Second day of pitched battles inside prison fortress
Northern alliance troops and captured Osama bin Laden loyalists have fought a second day of pitched battles in a prison fortress.
The rebel prisoners have been firing rocket-propelled grenades at their former captors in Mazar-e-Sharif.
Troops struggled to subdue a band of prisoners who took refuge in one of the towers of the fort.
Hundreds of the prisoners have already been killed in an insurrection that began when captives pulled weapons from their tunics and attacked their guards.
The Pentagon said five US military men were injured in friendly fire but that no US military personnel had been killed.
The violence spilled into a second day despite declarations by the alliance and the Pentagon that the uprising had been quelled.
Alam, an alliance commander outside the fort co-ordinating attacks, said: "They're fighting until death. For this reason, it has continued. They won't hand themselves over alive."
Alam said 2,000 alliance troops were inside the 18th-century fortress, 10 miles west of Mazar-e-Sharif, and more were on the way.
US Defence Secretary Donald Rumsfeld says he doesn't think Taliban leader Mohammed Omar will surrender. He says he doesn't see Omar as "the surrendering type".
The Northern Alliance says he's hiding with Osama bin Laden in southern Afghanistan.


Assigned task: A single number is the answer: the count of lines below that contain "track".

Given entries:
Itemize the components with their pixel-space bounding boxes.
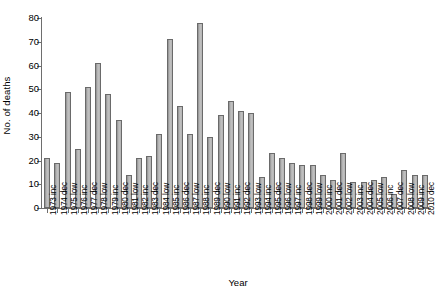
- x-axis-tick-label: 2000 inc: [326, 185, 334, 215]
- x-axis-tick-label: 1986 dec: [183, 182, 191, 215]
- x-axis-tick-label: 2005 low: [377, 183, 385, 215]
- x-axis-tick-label: 1988 inc: [203, 185, 211, 215]
- plot-area: 01020304050607080: [42, 18, 430, 208]
- y-axis-tick-label: 50: [28, 83, 39, 94]
- x-axis-tick-label: 1987 low: [193, 183, 201, 215]
- x-axis-tick-label: 1984 low: [163, 183, 171, 215]
- x-axis-tick-label: 1975 low: [71, 183, 79, 215]
- bar: [197, 23, 203, 208]
- x-axis-tick-label: 1992 dec: [244, 182, 252, 215]
- x-axis-tick-label: 1993 low: [255, 183, 263, 215]
- x-axis-tick-label: 1977 dec: [91, 182, 99, 215]
- x-axis-tick-label: 1981 low: [132, 183, 140, 215]
- x-axis-tick-label: 2008 low: [408, 183, 416, 215]
- y-axis-tick-label: 0: [34, 202, 39, 213]
- x-axis-tick-label: 1998 dec: [306, 182, 314, 215]
- x-axis-tick-label: 1997 inc: [295, 185, 303, 215]
- x-axis-tick-label: 1991 inc: [234, 185, 242, 215]
- y-axis-tick-label: 70: [28, 36, 39, 47]
- y-axis-tick-label: 60: [28, 60, 39, 71]
- x-axis-tick-label: 2006 inc: [387, 185, 395, 215]
- x-axis-tick-label: 1983 dec: [152, 182, 160, 215]
- x-axis-tick-label: 1989 dec: [214, 182, 222, 215]
- x-axis-title-label: Year: [200, 277, 247, 288]
- x-axis-tick-label: 1976 inc: [81, 185, 89, 215]
- x-axis-tick-label: 1973 inc: [50, 185, 58, 215]
- x-axis-tick-label: 1979 inc: [112, 185, 120, 215]
- x-axis-tick-label: 1974 dec: [61, 182, 69, 215]
- x-axis-tick-label: 1996 low: [285, 183, 293, 215]
- x-axis-tick-label: 2007 dec: [397, 182, 405, 215]
- x-axis-tick-label: 2002 low: [346, 183, 354, 215]
- y-axis-title-label: No. of deaths: [2, 76, 13, 134]
- x-axis-tick-label: 1978 low: [101, 183, 109, 215]
- y-axis-tick-label: 20: [28, 155, 39, 166]
- x-axis-tick-label: 1994 inc: [265, 185, 273, 215]
- x-axis-tick-label: 1980 dec: [122, 182, 130, 215]
- y-axis-tick-label: 40: [28, 107, 39, 118]
- x-axis-tick-label: 2009 inc: [418, 185, 426, 215]
- x-axis-tick-label: 1995 dec: [275, 182, 283, 215]
- x-axis-tick-label: 1985 inc: [173, 185, 181, 215]
- x-axis-tick-label: 2004 dec: [367, 182, 375, 215]
- x-axis-tick-label: 2003 inc: [357, 185, 365, 215]
- x-axis-tick-label: 1982 inc: [142, 185, 150, 215]
- y-axis-tick-label: 80: [28, 12, 39, 23]
- y-axis-tick-label: 10: [28, 178, 39, 189]
- y-axis-title: No. of deaths: [0, 0, 14, 210]
- y-axis-tick-label: 30: [28, 131, 39, 142]
- x-axis-tick-label: 1999 low: [316, 183, 324, 215]
- x-axis-title: Year: [0, 277, 448, 288]
- x-axis-tick-label: 2010 dec: [428, 182, 436, 215]
- x-axis-tick-mark: [47, 209, 48, 213]
- bar-chart: No. of deaths 01020304050607080 1973 inc…: [0, 0, 448, 295]
- x-axis-tick-label: 2001 dec: [336, 182, 344, 215]
- x-axis-tick-label: 1990 low: [224, 183, 232, 215]
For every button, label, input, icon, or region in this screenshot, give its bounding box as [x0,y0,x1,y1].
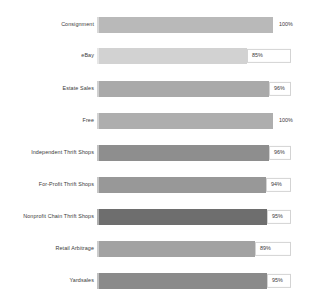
value-label: 89% [255,242,291,256]
bar-track: 96% [97,142,293,164]
chart-row: Nonprofit Chain Thrift Shops 95% [0,206,322,228]
bar[interactable] [97,241,255,257]
value-label: 95% [267,274,291,288]
bar[interactable] [97,273,267,289]
bar-track: 89% [97,238,293,260]
bar[interactable] [97,81,269,97]
chart-row: Retail Arbitrage 89% [0,238,322,260]
bar-track: 96% [97,78,293,100]
bar[interactable] [97,17,273,33]
value-label: 100% [279,22,293,27]
chart-row: For-Profit Thrift Shops 94% [0,174,322,196]
value-label: 94% [266,178,291,192]
horizontal-bar-chart: Consignment 100% eBay 85% Estate Sales 9… [0,0,322,304]
value-label: 95% [267,210,291,224]
value-label: 85% [247,49,291,63]
bar[interactable] [97,177,266,193]
bar-left-cap [97,17,99,33]
category-label: For-Profit Thrift Shops [0,182,94,187]
category-label: Nonprofit Chain Thrift Shops [0,214,94,219]
chart-row: Consignment 100% [0,14,322,36]
chart-row: Yardsales 95% [0,270,322,292]
value-label: 96% [269,146,291,160]
category-label: Retail Arbitrage [0,246,94,251]
bar[interactable] [97,113,273,129]
category-label: Independent Thrift Shops [0,150,94,155]
chart-row: Independent Thrift Shops 96% [0,142,322,164]
bar-left-cap [97,113,99,129]
bar-track: 95% [97,206,293,228]
bar-track: 85% [97,45,293,67]
chart-row: Estate Sales 96% [0,78,322,100]
bar[interactable] [97,145,269,161]
category-label: Yardsales [0,278,94,283]
bar-track: 95% [97,270,293,292]
bar-track: 100% [97,110,293,132]
bar[interactable] [97,209,267,225]
category-label: Free [0,118,94,123]
category-label: eBay [0,53,94,58]
bar-left-cap [97,81,99,97]
chart-row: Free 100% [0,110,322,132]
category-label: Estate Sales [0,86,94,91]
category-label: Consignment [0,22,94,27]
value-label: 96% [269,82,291,96]
bar-track: 94% [97,174,293,196]
bar-left-cap [97,145,99,161]
bar-left-cap [97,209,99,225]
bar-left-cap [97,48,99,64]
bar[interactable] [97,48,247,64]
bar-left-cap [97,273,99,289]
bar-left-cap [97,241,99,257]
bar-track: 100% [97,14,293,36]
bar-left-cap [97,177,99,193]
value-label: 100% [279,118,293,123]
chart-row: eBay 85% [0,45,322,67]
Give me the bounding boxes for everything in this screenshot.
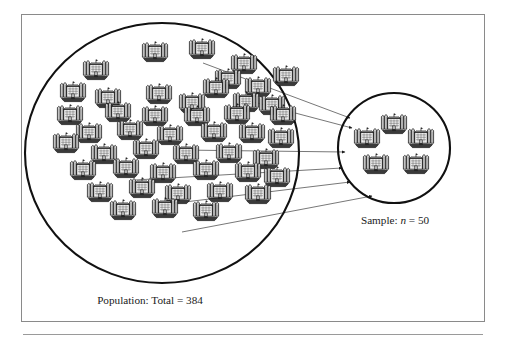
building-icon [152,198,177,218]
building-icon [363,154,388,174]
building-icon [216,143,241,163]
building-icon [105,102,130,122]
building-icon [193,160,218,180]
building-icon [408,128,433,148]
building-icon [133,139,158,159]
building-icon [157,125,182,145]
building-icon [270,105,295,125]
population-caption: Population: Total = 384 [0,294,300,306]
building-icon [245,184,270,204]
building-icon [60,82,85,102]
building-icon [91,144,116,164]
sample-caption: Sample: n = 50 [330,214,460,226]
sample-caption-equals: = [406,214,418,226]
building-icon [193,201,218,221]
figure-stage: Population: Total = 384 Sample: n = 50 [0,0,506,342]
building-icon [239,123,264,143]
building-icon [224,104,249,124]
building-icon [87,182,112,202]
building-icon [83,60,108,80]
population-total-value: 384 [186,294,203,306]
building-icon [273,66,298,86]
sample-circle [338,93,450,203]
building-icon [146,84,171,104]
building-icon [150,163,175,183]
building-icon [203,78,228,98]
building-icon [76,123,101,143]
building-icon [70,160,95,180]
building-icon [142,42,167,62]
building-icon [173,144,198,164]
building-icon [381,114,406,134]
building-icon [403,154,428,174]
building-icon [268,128,293,148]
building-icon [354,128,379,148]
building-icon [201,122,226,142]
sample-caption-prefix: Sample: [361,214,400,226]
building-icon [117,120,142,140]
building-icon [129,178,154,198]
building-icon [189,39,214,59]
building-icon [235,162,260,182]
building-icon [57,105,82,125]
population-caption-prefix: Population: Total = [97,294,186,306]
building-icon [264,167,289,187]
building-icon [53,133,78,153]
building-icon [142,106,167,126]
sample-size-value: 50 [418,214,429,226]
building-icon [113,158,138,178]
building-icon [207,182,232,202]
population-sample-diagram [0,0,506,342]
building-icon [110,200,135,220]
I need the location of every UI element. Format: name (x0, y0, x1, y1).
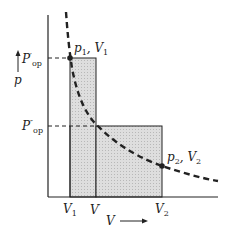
x-tick-v1: V1 (63, 203, 77, 218)
x-tick-v-prime: V′ (90, 203, 101, 216)
work-area-stage-1 (70, 58, 96, 197)
x-tick-v2: V2 (155, 203, 169, 218)
point-2-label: p2, V2 (167, 151, 201, 166)
x-axis-label: V (106, 215, 115, 227)
point-1-label: p1, V1 (74, 42, 108, 57)
point-2 (159, 163, 165, 169)
y-tick-p-op-prime: P′op (22, 52, 42, 68)
point-1 (67, 55, 73, 61)
y-tick-p-op-double-prime: P″op (22, 119, 43, 135)
y-axis-label: p (14, 74, 22, 86)
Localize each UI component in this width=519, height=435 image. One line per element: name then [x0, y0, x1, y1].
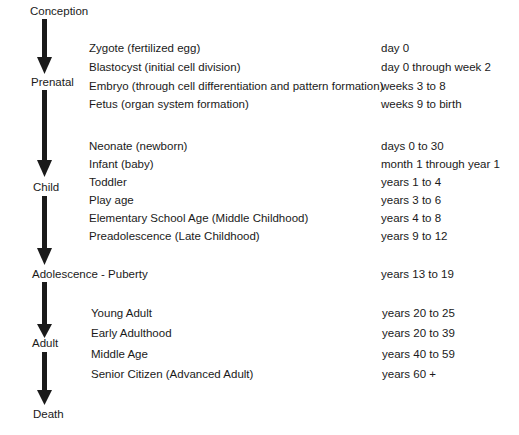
substage-range: day 0 through week 2	[381, 60, 491, 74]
substage-name: Neonate (newborn)	[89, 139, 187, 153]
substage-name: Toddler	[89, 175, 127, 189]
substage-name: Senior Citizen (Advanced Adult)	[91, 367, 253, 381]
arrow-down-icon	[37, 196, 52, 265]
substage-range: years 20 to 39	[382, 326, 455, 340]
substage-range: day 0	[381, 41, 409, 55]
arrow-down-icon	[37, 90, 52, 177]
substage-range: years 9 to 12	[381, 229, 447, 243]
substage-range: days 0 to 30	[381, 139, 444, 153]
stage-conception: Conception	[30, 4, 88, 18]
substage-range: years 4 to 8	[381, 211, 441, 225]
substage-name: Early Adulthood	[91, 326, 172, 340]
substage-range: month 1 through year 1	[381, 157, 500, 171]
substage-range: years 40 to 59	[382, 347, 455, 361]
substage-name: Preadolescence (Late Childhood)	[89, 229, 260, 243]
substage-range: weeks 9 to birth	[381, 97, 462, 111]
substage-range: years 3 to 6	[381, 193, 441, 207]
substage-name: Play age	[89, 193, 134, 207]
arrow-down-icon	[37, 19, 52, 74]
adolescence-range: years 13 to 19	[381, 267, 454, 281]
substage-name: Elementary School Age (Middle Childhood)	[89, 211, 308, 225]
stage-prenatal: Prenatal	[31, 75, 74, 89]
substage-name: Embryo (through cell differentiation and…	[89, 79, 383, 93]
substage-name: Fetus (organ system formation)	[89, 97, 249, 111]
substage-name: Blastocyst (initial cell division)	[89, 60, 240, 74]
substage-range: weeks 3 to 8	[381, 79, 446, 93]
stage-death: Death	[33, 407, 64, 421]
arrow-down-icon	[37, 282, 52, 338]
substage-name: Zygote (fertilized egg)	[89, 41, 200, 55]
substage-range: years 1 to 4	[381, 175, 441, 189]
substage-name: Middle Age	[91, 347, 148, 361]
substage-range: years 20 to 25	[382, 306, 455, 320]
stage-adolescence: Adolescence - Puberty	[32, 267, 148, 281]
substage-name: Young Adult	[91, 306, 152, 320]
stage-child: Child	[33, 180, 59, 194]
stage-adult: Adult	[32, 336, 58, 350]
substage-name: Infant (baby)	[89, 157, 154, 171]
arrow-down-icon	[37, 352, 52, 405]
substage-range: years 60 +	[382, 367, 436, 381]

Answer for the task: 9